MPI calls
A detailed range of metrics offering insight into the performance of the MPI calls in your application. These are all per-process metrics and any imbalance here, as shown by large blocks with sloped means, has serious implications for scalability.
Use these metrics to understand whether the blue areas of the Application Activity chart are problematic or are transferring data in an optimal manner. These are all seen from the application’s point of view.
An asynchronous call that receives data in the background and completes within a few milliseconds has a much higher effective transfer rate than the network bandwidth. Making good use of asynchronous calls is a key tool to improve communication performance.
In multithreaded applications, Linaro MAP only reports MPI metrics for MPI calls from main threads. If an application uses MPI_THREAD_SERIALIZED
or MPI_THREAD_MULTIPLE
, the Application Activity chart shows MPI activity, but some regions of the MPI metrics might be empty if the MPI calls are from non-main threads.
- MPI call duration
This metric tracks the time spent in an MPI call so far. PEs waiting at a barrier (MPI blocking sends, reductions, waits and barriers themselves) will ramp up time until finally they escape. Large areas show lots of wasted time and are prime targets for investigation. The PE with no time spent in calls is likely to be the last one to arrive, and therefore should be the focus for any imbalance reduction.
- MPI sent/received
This pair of metrics tracks the number of bytes passed to MPI send/receive functions per second. This is not the same as the speed with which data is transmitted over the network, as that information is not available. This means that an MPI call that receives a large amount of data and completes almost instantly will have an unusually high instantaneous rate.
- MPI point-to-point and collective operations
This pair of metrics tracks the number of point-to-point and collective calls per second. A long shallow period followed by a sudden spike is typical of a late sender. Most processes are spending a long time in one MPI call (very low #calls per second) while one computes. When that one reaches the matching MPI call it completes much faster, causing a sudden spike in the graph.
Note
For more information about the MPI standard definitions for these types of operations, see chapters 3 and 5 in the MPI Standard (version 2.1).
- MPI point-to-point and collective bytes
This pair of metrics tracks the number of bytes passed to MPI send and receive functions per second.
This is not the same as the speed with which data is transmitted over the network, as that information is not available. This means that an MPI call that receives a large amount of data and completes almost instantly will have an unusually high instantaneous rate.
Note
(for SHMEM users) Linaro MAP shows calls to shmem_barrier_all in MPI collectives, MPI calls, and MPI call duration. Metrics for other SHMEM functions are not collected.
Detecting MPI imbalance
The Metrics view shows the distribution of their value across all processes against time, so any large regions are showing an area of imbalance in this metric. Analyzing imbalance in Linaro MAP works like this:
Look at the Metrics view for any large regions. These represent imbalance in that metric during that region of time. This tells us (A) that there is an imbalance, and (B) which metrics are affected.
Click and drag on the Metrics view to select the large region, zooming the rest of the controls in to just this period of imbalance.
Now the Stacks view and the Source code viewer show which functions and lines of code were being executed during this imbalance.
Are the processes executing different lines of code? Are they executing the same one, but with differing efficiencies? This tells us (C) which lines of code and execution paths are part of the imbalance.
Hover the mouse over the largest areas on the metric graph and watch the minimum and maximum process ranks. This tells us (D) which ranks are most affected by the imbalance.
Now you know (A) whether there is an imbalance and (B) which metrics (CPU, memory, FPU, I/O) it affects. You also know (C) which lines of code and (D) which ranks to look at in more detail.
Often this is more than enough information to understand the immediate cause of the imbalance (for example, late sender, workload imbalance) but for a deeper view you can now switch to Linaro DDT and rerun the program with a breakpoint in the affected region of code. Examining the two ranks highlighted as the minimum and maximum by Linaro MAP with the full power of an interactive debugger helps get to the root cause of the imbalance behavior.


Work to be completed: Select the lines below containing the word "arrow".

[Figure collection entries]

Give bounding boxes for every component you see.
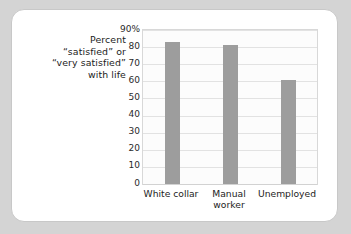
- y-tick-label-60: 60: [106, 76, 140, 85]
- bar-manual-worker: [223, 45, 238, 184]
- y-tick-label-50: 50: [106, 93, 140, 102]
- y-axis-tick-labels: 90%80706050403020100: [104, 29, 140, 185]
- gridline-90: [143, 30, 317, 31]
- y-tick-label-90: 90%: [106, 25, 140, 34]
- y-tick-label-40: 40: [106, 110, 140, 119]
- x-tick-label-line-1: Unemployed: [248, 188, 326, 199]
- bar-unemployed: [281, 80, 296, 184]
- y-tick-label-30: 30: [106, 127, 140, 136]
- y-tick-label-80: 80: [106, 42, 140, 51]
- x-tick-label-line-2: worker: [190, 199, 268, 210]
- y-tick-label-20: 20: [106, 144, 140, 153]
- y-tick-label-70: 70: [106, 59, 140, 68]
- plot-area: [142, 29, 318, 185]
- bar-white-collar: [165, 42, 180, 184]
- figure-card: Percent “satisfied” or “very satisfied” …: [11, 9, 338, 222]
- x-axis-tick-labels: White collarManualworkerUnemployed: [142, 188, 318, 222]
- x-tick-label-unemployed: Unemployed: [248, 188, 326, 199]
- gridline-0: [143, 184, 317, 185]
- y-tick-label-0: 0: [106, 179, 140, 188]
- y-tick-label-10: 10: [106, 161, 140, 170]
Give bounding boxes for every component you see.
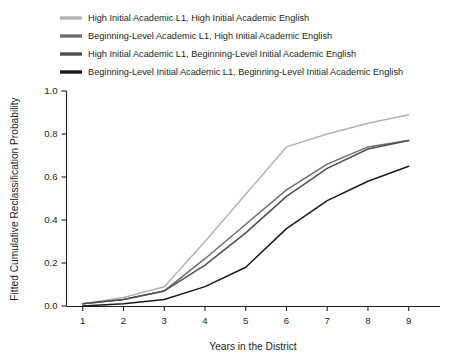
legend-item-1: Beginning-Level Academic L1, High Initia… (60, 31, 332, 41)
x-axis: 123456789 Years in the District (67, 306, 441, 352)
legend-label-1: Beginning-Level Academic L1, High Initia… (88, 31, 332, 41)
legend-item-2: High Initial Academic L1, Beginning-Leve… (60, 49, 356, 59)
series-line-3 (83, 166, 409, 306)
x-tick-label: 7 (325, 315, 330, 326)
x-axis-ticks: 123456789 (80, 306, 411, 326)
y-tick-label: 0.8 (44, 128, 57, 139)
chart-legend: High Initial Academic L1, High Initial A… (60, 13, 403, 77)
x-tick-label: 9 (406, 315, 411, 326)
x-axis-title: Years in the District (209, 341, 297, 352)
x-tick-label: 2 (121, 315, 126, 326)
legend-label-0: High Initial Academic L1, High Initial A… (88, 13, 309, 23)
x-tick-label: 5 (243, 315, 248, 326)
y-tick-label: 0.6 (44, 171, 57, 182)
x-tick-label: 8 (365, 315, 370, 326)
chart-series-layer (83, 115, 409, 306)
y-tick-label: 1.0 (44, 85, 57, 96)
series-line-0 (83, 115, 409, 304)
y-axis-ticks: 0.00.20.40.60.81.0 (44, 85, 66, 311)
legend-label-3: Beginning-Level Initial Academic L1, Beg… (88, 67, 403, 77)
x-tick-label: 4 (202, 315, 208, 326)
series-line-1 (83, 140, 409, 303)
y-tick-label: 0.4 (44, 214, 58, 225)
x-tick-label: 6 (284, 315, 289, 326)
y-axis-title: Fitted Cumulative Reclassification Proba… (9, 96, 20, 300)
series-line-2 (83, 140, 409, 303)
y-tick-label: 0.2 (44, 257, 57, 268)
x-tick-label: 3 (162, 315, 167, 326)
y-axis: 0.00.20.40.60.81.0 Fitted Cumulative Rec… (9, 85, 67, 311)
legend-item-0: High Initial Academic L1, High Initial A… (60, 13, 309, 23)
x-tick-label: 1 (80, 315, 85, 326)
legend-item-3: Beginning-Level Initial Academic L1, Beg… (60, 67, 403, 77)
y-tick-label: 0.0 (44, 300, 57, 311)
chart-figure: High Initial Academic L1, High Initial A… (0, 0, 452, 363)
legend-label-2: High Initial Academic L1, Beginning-Leve… (88, 49, 356, 59)
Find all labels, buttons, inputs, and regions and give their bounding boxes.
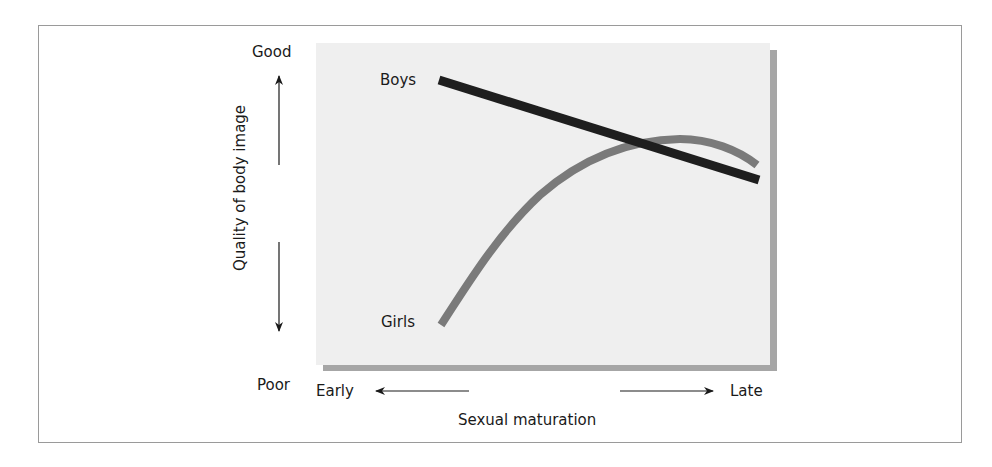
x-left-label: Early (316, 384, 354, 399)
y-bottom-label: Poor (257, 378, 290, 393)
x-right-label: Late (730, 384, 763, 399)
chart-svg (0, 0, 992, 467)
plot-shadow-bottom (323, 365, 777, 371)
boys-series-label: Boys (380, 73, 416, 88)
plot-shadow-right (770, 50, 777, 371)
girls-series-label: Girls (381, 315, 415, 330)
y-axis-title: Quality of body image (231, 105, 249, 271)
x-axis-title: Sexual maturation (458, 413, 596, 428)
y-top-label: Good (252, 45, 292, 60)
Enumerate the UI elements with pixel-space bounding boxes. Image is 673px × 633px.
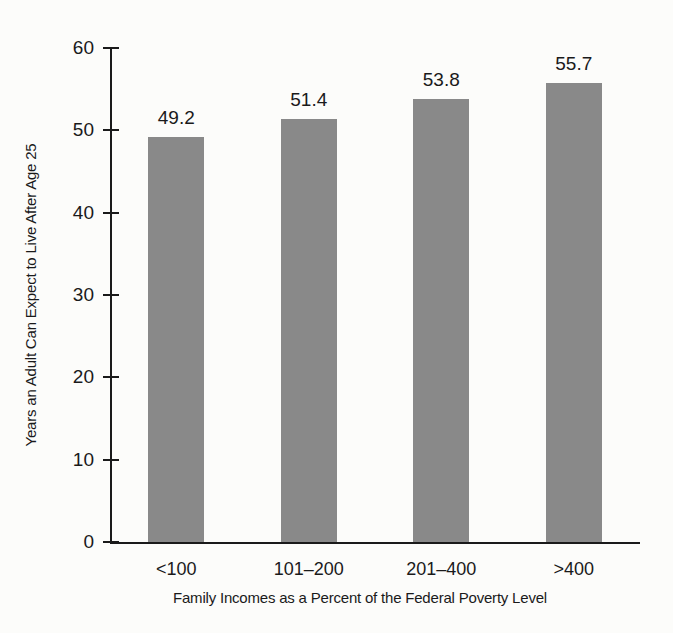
bar-value-label: 49.2 (116, 108, 236, 127)
x-axis-title: Family Incomes as a Percent of the Feder… (60, 589, 660, 606)
bar (413, 99, 469, 542)
x-axis-line (110, 542, 640, 544)
bar (148, 137, 204, 542)
y-axis-tick-label: 0 (36, 532, 94, 551)
y-axis-tick (103, 212, 119, 214)
x-axis-category-label: <100 (106, 560, 246, 578)
bar-value-label: 55.7 (514, 54, 634, 73)
y-axis-tick-label: 60 (36, 38, 94, 57)
bar-value-label: 51.4 (249, 90, 369, 109)
y-axis-tick (103, 459, 119, 461)
y-axis-tick (103, 47, 119, 49)
bar (281, 119, 337, 542)
y-axis-line (110, 48, 112, 544)
x-axis-category-label: 201–400 (371, 560, 511, 578)
y-axis-tick (103, 376, 119, 378)
x-axis-category-label: >400 (504, 560, 644, 578)
y-axis-tick (103, 294, 119, 296)
bar-chart: Years an Adult Can Expect to Live After … (0, 0, 673, 633)
y-axis-tick-label: 10 (36, 450, 94, 469)
bar (546, 83, 602, 542)
x-axis-category-label: 101–200 (239, 560, 379, 578)
y-axis-tick-labels: 0102030405060 (36, 0, 94, 633)
y-axis-tick-label: 30 (36, 285, 94, 304)
y-axis-tick-label: 50 (36, 120, 94, 139)
y-axis-tick (103, 129, 119, 131)
y-axis-tick-label: 40 (36, 203, 94, 222)
y-axis-tick (103, 541, 119, 543)
bar-value-label: 53.8 (381, 70, 501, 89)
y-axis-tick-label: 20 (36, 367, 94, 386)
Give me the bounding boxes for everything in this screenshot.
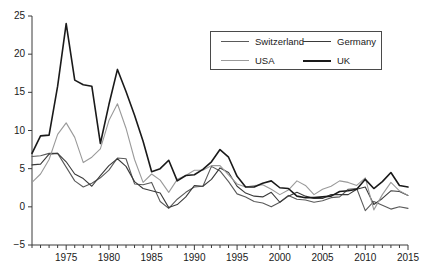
legend-swatch-switzerland [221, 41, 249, 42]
series-line-germany [32, 153, 408, 207]
y-axis-tick-label: 25 [0, 10, 25, 21]
x-axis-tick-label: 2015 [388, 252, 424, 263]
x-axis-tick-label: 1990 [174, 252, 214, 263]
legend-item-uk: UK [303, 51, 350, 70]
y-axis-tick-label: 0 [0, 201, 25, 212]
legend-row: USA UK [211, 51, 383, 70]
x-axis-tick-label: 2000 [260, 252, 300, 263]
y-axis-tick-label: 20 [0, 48, 25, 59]
legend-label-usa: USA [255, 51, 275, 70]
legend-item-switzerland: Switzerland [221, 32, 304, 51]
legend-swatch-germany [303, 41, 331, 42]
legend-swatch-usa [221, 60, 249, 61]
legend-label-germany: Germany [337, 32, 376, 51]
x-axis-tick-label: 2010 [345, 252, 385, 263]
y-axis-tick-label: −5 [0, 239, 25, 250]
y-axis-tick-label: 10 [0, 125, 25, 136]
legend-label-switzerland: Switzerland [255, 32, 304, 51]
legend-swatch-uk [303, 60, 331, 62]
x-axis-tick-label: 1980 [89, 252, 129, 263]
legend-item-germany: Germany [303, 32, 376, 51]
chart-legend: Switzerland Germany USA UK [210, 31, 382, 70]
x-axis-tick-label: 1995 [217, 252, 257, 263]
legend-row: Switzerland Germany [211, 32, 383, 51]
x-axis-tick-label: 2005 [303, 252, 343, 263]
series-line-usa [32, 104, 408, 210]
inflation-line-chart: −50510152025 197519801985199019952000200… [0, 0, 424, 278]
y-axis-tick-label: 15 [0, 86, 25, 97]
y-axis-tick-label: 5 [0, 163, 25, 174]
legend-label-uk: UK [337, 51, 350, 70]
series-line-switzerland [32, 153, 408, 210]
x-axis-tick-label: 1985 [132, 252, 172, 263]
legend-item-usa: USA [221, 51, 275, 70]
x-axis-tick-label: 1975 [46, 252, 86, 263]
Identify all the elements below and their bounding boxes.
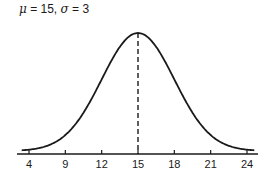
x-axis-ticks: 491215182124 <box>26 150 253 170</box>
x-tick-label: 9 <box>62 158 68 170</box>
x-tick-label: 4 <box>26 158 32 170</box>
chart-area: 491215182124 <box>0 0 273 179</box>
x-tick-label: 12 <box>96 158 108 170</box>
x-tick-label: 18 <box>168 158 180 170</box>
x-tick-label: 15 <box>132 158 144 170</box>
x-tick-label: 21 <box>205 158 217 170</box>
x-tick-label: 24 <box>241 158 253 170</box>
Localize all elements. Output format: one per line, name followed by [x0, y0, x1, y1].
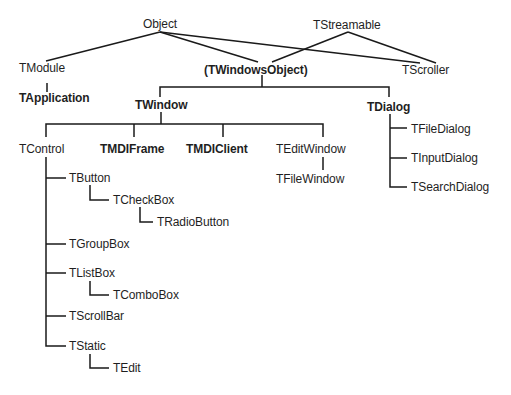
- node-tcheckbox: TCheckBox: [113, 193, 174, 207]
- edge-tcheckbox-tradiobutton: [140, 207, 153, 222]
- node-tscroller: TScroller: [402, 63, 449, 77]
- node-tmdiclient: TMDIClient: [186, 142, 248, 156]
- node-tstatic: TStatic: [69, 339, 106, 353]
- node-tsearchdialog: TSearchDialog: [411, 180, 489, 194]
- edge-tdialog-trunk: [390, 114, 407, 187]
- node-tfilewindow: TFileWindow: [276, 172, 344, 186]
- class-hierarchy-diagram: Object TStreamable TModule (TWindowsObje…: [0, 0, 511, 395]
- node-tmdiframe: TMDIFrame: [100, 142, 164, 156]
- edge-object-tmodule: [46, 32, 160, 61]
- node-tedit: TEdit: [113, 361, 141, 375]
- edge-object-twindowsobject: [160, 32, 258, 62]
- node-twindow: TWindow: [135, 98, 188, 112]
- edge-tstreamable-tscroller: [348, 32, 436, 63]
- node-tradiobutton: TRadioButton: [157, 215, 229, 229]
- edge-tstatic-tedit: [90, 354, 109, 368]
- node-tmodule: TModule: [19, 61, 65, 75]
- node-tcombobox: TComboBox: [113, 288, 179, 302]
- connector-lines: [0, 0, 511, 395]
- node-tapplication: TApplication: [19, 91, 90, 105]
- node-tdialog: TDialog: [367, 100, 410, 114]
- node-tscrollbar: TScrollBar: [69, 309, 124, 323]
- node-tcontrol: TControl: [19, 142, 64, 156]
- node-tinputdialog: TInputDialog: [411, 151, 478, 165]
- node-tstreamable: TStreamable: [313, 18, 381, 32]
- node-tgroupbox: TGroupBox: [69, 237, 129, 251]
- edge-twindowsobject-children: [160, 87, 389, 97]
- edge-tcontrol-trunk: [46, 157, 66, 346]
- edge-tbutton-tcheckbox: [90, 185, 109, 200]
- node-teditwindow: TEditWindow: [276, 142, 346, 156]
- node-tfiledialog: TFileDialog: [411, 122, 471, 136]
- edge-twindow-children: [46, 124, 323, 137]
- node-twindowsobject: (TWindowsObject): [204, 63, 308, 77]
- edge-tlistbox-tcombobox: [90, 281, 109, 295]
- node-tbutton: TButton: [69, 171, 110, 185]
- node-object: Object: [143, 17, 177, 31]
- edge-object-tscroller: [160, 32, 420, 63]
- node-tlistbox: TListBox: [69, 266, 115, 280]
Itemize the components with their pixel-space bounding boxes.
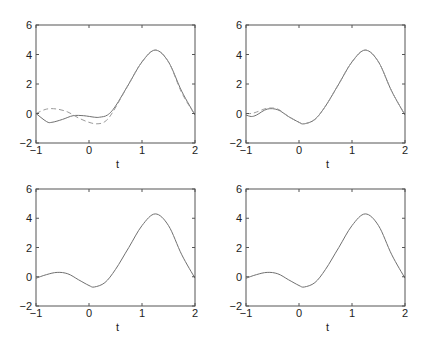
series-estimate-line [36, 50, 195, 124]
y-tick-label: 2 [236, 78, 242, 90]
series-true-line [246, 214, 405, 287]
axes-frame [246, 25, 405, 143]
figure: −1012−20246t−1012−20246t−1012−20246t−101… [0, 0, 426, 347]
y-tick-label: −2 [19, 300, 32, 312]
x-axis-label: t [326, 158, 329, 170]
y-tick-label: 4 [26, 212, 32, 224]
y-tick-label: 2 [26, 242, 32, 254]
x-axis-label: t [116, 158, 119, 170]
series-true-line [246, 50, 405, 124]
y-tick-label: 6 [26, 183, 32, 195]
x-tick-label: 2 [402, 307, 408, 319]
series-estimate-line [246, 50, 405, 124]
subplot-top-left: −1012−20246t [19, 19, 198, 170]
subplot-bottom-right: −1012−20246t [229, 183, 408, 333]
axes-frame [36, 189, 195, 306]
x-tick-label: 1 [349, 307, 355, 319]
y-tick-label: 6 [26, 19, 32, 31]
x-tick-label: 2 [192, 307, 198, 319]
y-tick-label: 4 [26, 49, 32, 61]
y-tick-label: 0 [26, 108, 32, 120]
x-tick-label: 1 [139, 307, 145, 319]
axes-frame [246, 189, 405, 306]
y-tick-label: 2 [236, 242, 242, 254]
x-tick-label: 0 [86, 144, 92, 156]
x-axis-label: t [326, 321, 329, 333]
x-tick-label: 0 [296, 307, 302, 319]
y-tick-label: 0 [236, 108, 242, 120]
y-tick-label: −2 [229, 300, 242, 312]
x-tick-label: 1 [139, 144, 145, 156]
x-tick-label: 0 [86, 307, 92, 319]
y-tick-label: −2 [19, 137, 32, 149]
y-tick-label: 4 [236, 212, 242, 224]
y-tick-label: −2 [229, 137, 242, 149]
series-true-line [36, 50, 195, 123]
y-tick-label: 6 [236, 183, 242, 195]
axes-frame [36, 25, 195, 143]
x-tick-label: 0 [296, 144, 302, 156]
x-axis-label: t [116, 321, 119, 333]
subplot-top-right: −1012−20246t [229, 19, 408, 170]
x-tick-label: 1 [349, 144, 355, 156]
x-tick-label: 2 [402, 144, 408, 156]
y-tick-label: 0 [236, 271, 242, 283]
series-true-line [36, 214, 195, 287]
y-tick-label: 6 [236, 19, 242, 31]
y-tick-label: 4 [236, 49, 242, 61]
y-tick-label: 2 [26, 78, 32, 90]
x-tick-label: 2 [192, 144, 198, 156]
y-tick-label: 0 [26, 271, 32, 283]
subplot-bottom-left: −1012−20246t [19, 183, 198, 333]
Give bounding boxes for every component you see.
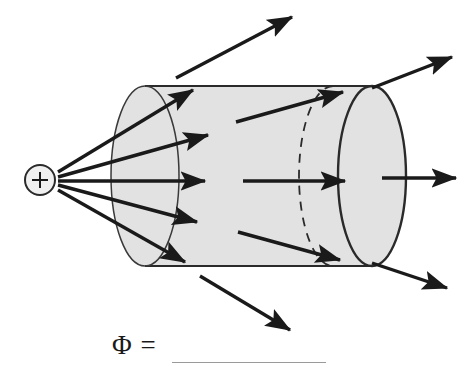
flux-diagram-canvas (0, 0, 466, 382)
exit-arrow-upper-right (372, 57, 452, 88)
exit-arrow-lower-right (372, 263, 447, 288)
answer-blank[interactable] (172, 362, 326, 363)
flux-equation-label: Φ = (112, 330, 157, 361)
exit-arrow-top (176, 17, 292, 78)
exit-arrow-bottom (200, 276, 290, 330)
point-charge (25, 165, 55, 195)
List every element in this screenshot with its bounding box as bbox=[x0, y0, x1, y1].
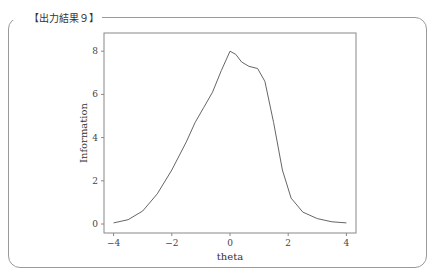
svg-text:0: 0 bbox=[92, 219, 98, 229]
plot-area bbox=[104, 33, 356, 233]
svg-text:2: 2 bbox=[92, 176, 98, 186]
x-axis-label: theta bbox=[217, 251, 243, 262]
x-axis-ticks: −4−2024 bbox=[107, 233, 350, 248]
information-chart: −4−2024 02468 theta Information bbox=[0, 0, 434, 277]
svg-text:−4: −4 bbox=[107, 238, 121, 248]
svg-text:−2: −2 bbox=[165, 238, 178, 248]
svg-text:4: 4 bbox=[344, 238, 350, 248]
information-curve bbox=[114, 51, 347, 223]
svg-text:6: 6 bbox=[92, 89, 98, 99]
y-axis-label: Information bbox=[78, 102, 89, 163]
svg-text:2: 2 bbox=[285, 238, 291, 248]
y-axis-ticks: 02468 bbox=[92, 46, 104, 229]
svg-text:0: 0 bbox=[227, 238, 233, 248]
svg-text:8: 8 bbox=[92, 46, 98, 56]
svg-text:4: 4 bbox=[92, 133, 98, 143]
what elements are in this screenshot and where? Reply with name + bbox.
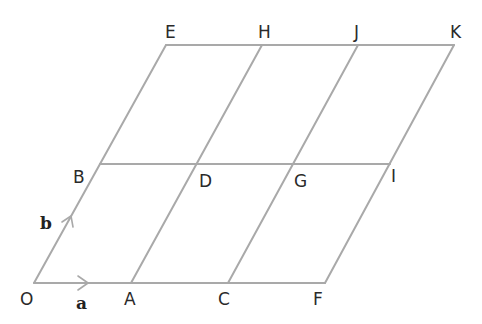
vector-label-b: b (40, 213, 52, 233)
label-O: O (20, 289, 33, 309)
label-H: H (258, 22, 271, 42)
label-I: I (391, 166, 396, 186)
label-F: F (313, 289, 323, 309)
label-J: J (353, 22, 359, 42)
label-A: A (124, 289, 136, 309)
parallelogram-grid-diagram: O A C F B D G I E H J K a b (0, 0, 482, 324)
vector-label-a: a (76, 293, 87, 313)
label-K: K (450, 22, 462, 42)
label-D: D (199, 171, 212, 191)
label-E: E (165, 22, 176, 42)
label-C: C (218, 289, 230, 309)
label-B: B (73, 167, 85, 187)
label-G: G (294, 171, 307, 191)
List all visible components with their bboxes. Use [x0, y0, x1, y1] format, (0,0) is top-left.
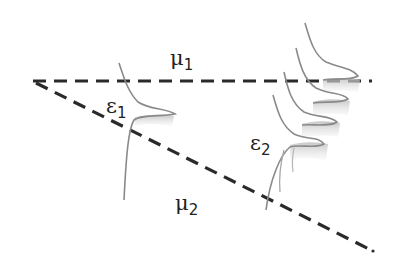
eps1-symbol: ε [106, 94, 117, 118]
eps1-distribution [119, 63, 175, 200]
diagram: μ1 ε1 ε2 μ2 [0, 0, 393, 273]
eps2-subscript: 2 [261, 141, 271, 159]
mu2-symbol: μ [175, 191, 189, 215]
mu2-label: μ2 [175, 193, 198, 218]
mu2-subscript: 2 [189, 201, 199, 219]
eps1-label: ε1 [106, 96, 126, 121]
diagram-canvas [0, 0, 393, 273]
mu1-subscript: 1 [184, 56, 194, 74]
mu1-symbol: μ [170, 46, 184, 70]
eps2-distributions [266, 23, 360, 210]
mu1-label: μ1 [170, 48, 193, 73]
eps2-label: ε2 [250, 133, 270, 158]
eps2-symbol: ε [250, 131, 261, 155]
eps1-subscript: 1 [117, 104, 127, 122]
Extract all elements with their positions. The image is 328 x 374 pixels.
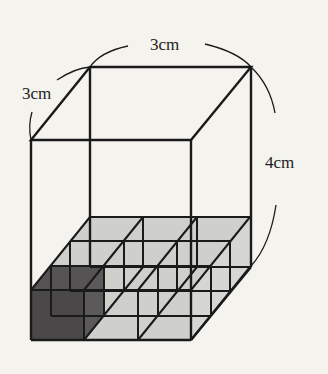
depth-arc-bottom (30, 112, 32, 140)
height-label: 4cm (265, 153, 294, 172)
prism-figure: 3cm 3cm 4cm (0, 0, 328, 374)
height-arc-top (251, 67, 275, 113)
unit-cube-layer (31, 217, 250, 340)
width-label: 3cm (150, 35, 179, 54)
depth-label: 3cm (22, 84, 51, 103)
prism-diagram: 3cm 3cm 4cm (0, 0, 328, 374)
width-arc-right (205, 44, 251, 67)
width-arc-left (90, 46, 128, 67)
height-arc-bottom (251, 205, 276, 266)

Finished task:
exit-arrow-upper-right (372, 57, 452, 88)
exit-arrow-lower-right (372, 263, 447, 288)
exit-arrow-top (176, 17, 292, 78)
exit-arrow-bottom (200, 276, 290, 330)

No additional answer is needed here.